Bloomberg:
- Fed Lowers Interest Rate on Dollar Swaps. Six central banks led by the Federal Reserve made it cheaper for banks to borrow dollars in emergencies in a global effort to ease Europe’s sovereign-debt crisis. Stocks rallied worldwide, commodities surged and yields on most European debt fell on the show of force from central banks aimed at easing strains in financial markets. The cost for European banks to borrow dollars dropped from the highest in three years, tempering concerns about euro’s worsening crisis after leaders said they’d failed to boost the region’s bailout fund as much as planned. “It’s supportive but not necessarily a game changer,” said Michelle Girard, senior U.S. economist at RBS Securities Inc. in Stamford, Connecticut. “The impact is more psychological than anything else” as investors take heart from policy makers’ coordination, Girard said. The premium banks pay to borrow dollars overnight from central banks will fall by half a percentage point to 50 basis points, the Fed said today in a statement in Washington. The so- called dollar swap lines will be extended by six months to Feb. 1, 2013. The Fed coordinated the move with the European Central Bank and the central banks of Canada, Switzerland, Japan and the U.K. The six central banks also agreed to create temporary bilateral swap programs so funding can be provided in any of the currencies “should market conditions so warrant.” Those swap lines were also authorized through Feb. 1, 2013.

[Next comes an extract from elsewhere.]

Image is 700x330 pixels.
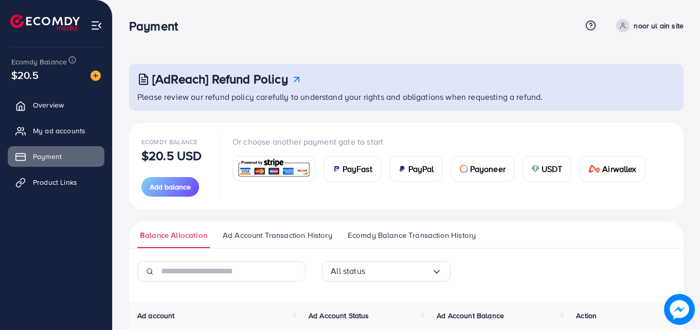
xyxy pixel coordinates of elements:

- Euro Ministers Seek Greater IMF Role as Bailout-Fund Expansion Falls Short. European finance ministers said they would seek a greater role for the International Monetary Fund alongside their own bailout fund in their latest gamble at taming the euro zone’s sovereign debt crisis. Ministers turned to the IMF after conceding that higher interest rates and lower appetite for European bonds made it impossible for the European Financial Stability Facility to be leveraged up to its 1 trillion euro ($1.3 trillion) target. Meeting in Brussels, the ministers also suggested that any IMF help or increase in bond purchases by the EFSF, and possibly by the ECB, depends on a Dec. 9 summit of heads of government accepting German demands for governance changes that would tighten enforcement of budget rules. “The feasibility of interventions by both bodies depends on making progress on institutional matters such as moving toward fiscal union,” new Italian Prime Minister Mario Monti said after the meeting. “The euro summit of next week will be fundamental because further progress has to achieved on the governance of the euro zone.” With about $390 billion currently available for lending, the Washington-based IMF may not have enough money to meet demand if the global outlook worsens, managing director Christine Lagarde has said. The IMF is co-funding the bailouts of Greece, Ireland and Portugal and is preparing to send a team to Italy for an unprecedented audit of that country’s efforts to cut its debt. “We’re ready in general to increase the IMF’s funds by means of bilateral loans,” Schaeuble told reporters. “If the IMF, to widen its leeway to act, wants to increase its Special Drawing Rights, then that’s something we’re ready to talk about.” Boosting the IMF’s resources may not be so simple, said Tony Fratto, former White House and Treasury Department spokesman in the George W. Bush administration. “It will be very difficult if not impossible for the U.S. to contribute fresh resources to the IMF,” he said in an e-mailed comment.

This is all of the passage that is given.